The Great Airship Hoax of 1909... Was Not a Hoax (Not Entirely)
The “Great New England Airship Hoax of 1909,” during which thousands witnessed strange lights in the skies over New England, may not have been a total hoax after all. At the center of the mystery was Wallace E. Tillinghast, a mechanical engineer who claimed to have invented an advanced aircraft and conducted secret night flights from his hidden workshop in Worcester, Massachusetts. Tillinghast almost certainly exaggerated the capabilities of his secret aeroplane, claiming impossible speeds, long-distance flights, and near-perfect stability years ahead of aviation technology. However, new historical research reveals strong evidence that he DID build a genuine experimental aircraft.
A major overlooked discovery is that Tillinghast actually received a real U.S. aeroplane patent in 1911. The patent drawings and descriptions reveal an innovative aircraft design incorporating unusual stability concepts that align with descriptions given by experts and reporters who claimed to have inspected his machine. The patent does not support his more fantastic public claims, but it strongly undermines the idea that the entire story was simply fabricated from thin air.
Side view of Wallace E. Tillinghast's aeroplane from his 1911 U.S. Patent.
I've written an historical deep dive exploring this case (which is too long for a Reddit post), but can be read in its entirety here, if you wish: https://thunderbirdphoto.com/f/the-great-airship-hoax-of-1909-was-not-a-hoax-not-entirely
This article traces how, in the winter of 1909, thousands across New England reported mysterious searchlights and aircraft-like objects in the sky shortly after Tillinghast publicly announced his secret monoplane.
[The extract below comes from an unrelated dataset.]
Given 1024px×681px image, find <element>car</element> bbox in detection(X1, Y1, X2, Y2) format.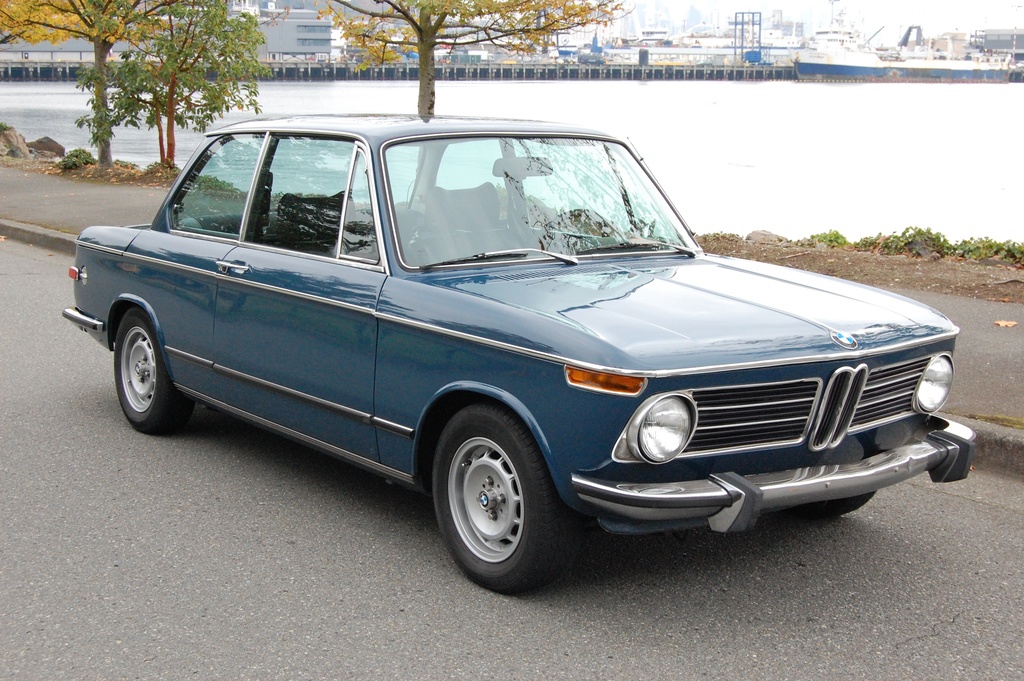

Many sightings were likely misidentified stars, balloons, or mass hysteria amplified by “airplane fever” and sensational newspapers.
Yet the story becomes harder to dismiss entirely because of the multiple credible witnesses who claimed to have personally inspected Tillinghast’s aircraft in his secret workshop outside Worcester. Their descriptions were surprisingly consistent: a large monoplane-like craft with advanced stability mechanisms, a powerful engine, overhead balancing planes (“establishers”), and design elements resembling cutting-edge French aircraft such as the Antoinette. Reporter A.J. Philpott’s 1911 Boston Globe article provides especially detailed technical descriptions difficult to explain as pure invention.
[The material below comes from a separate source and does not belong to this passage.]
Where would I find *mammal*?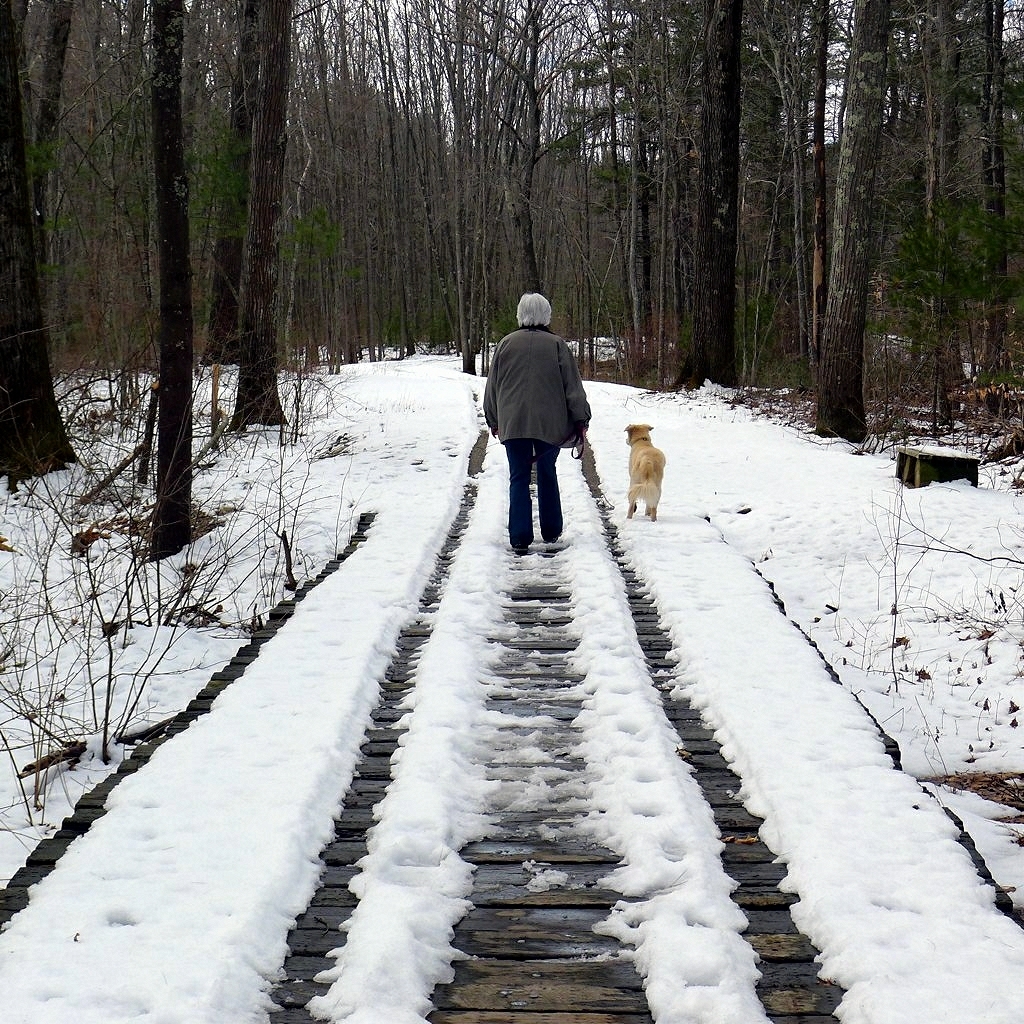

My article also examines how Tillinghast’s ideas mixed legitimate aviation engineering concepts (dihedral stability, alternatives to the Wrights' wing-warping, aerodynamic experimentation, and real patentable mechanisms) with highly implausible claims that exceeded the limits of 1911 aviation science. The enigmatic inventor's assertions about sailing through the air, carrying large numbers of passengers, and making ultra-long-distance flights at extraordinary speeds do not hold up technically.
Ultimately, the evidence suggests the case was neither a total fraud nor proof of revolutionary aviation breakthroughs, but rather a fascinating blend of genuine invention, public hysteria, media sensationalism, and early UFO-style folklore decades before the flying saucer era.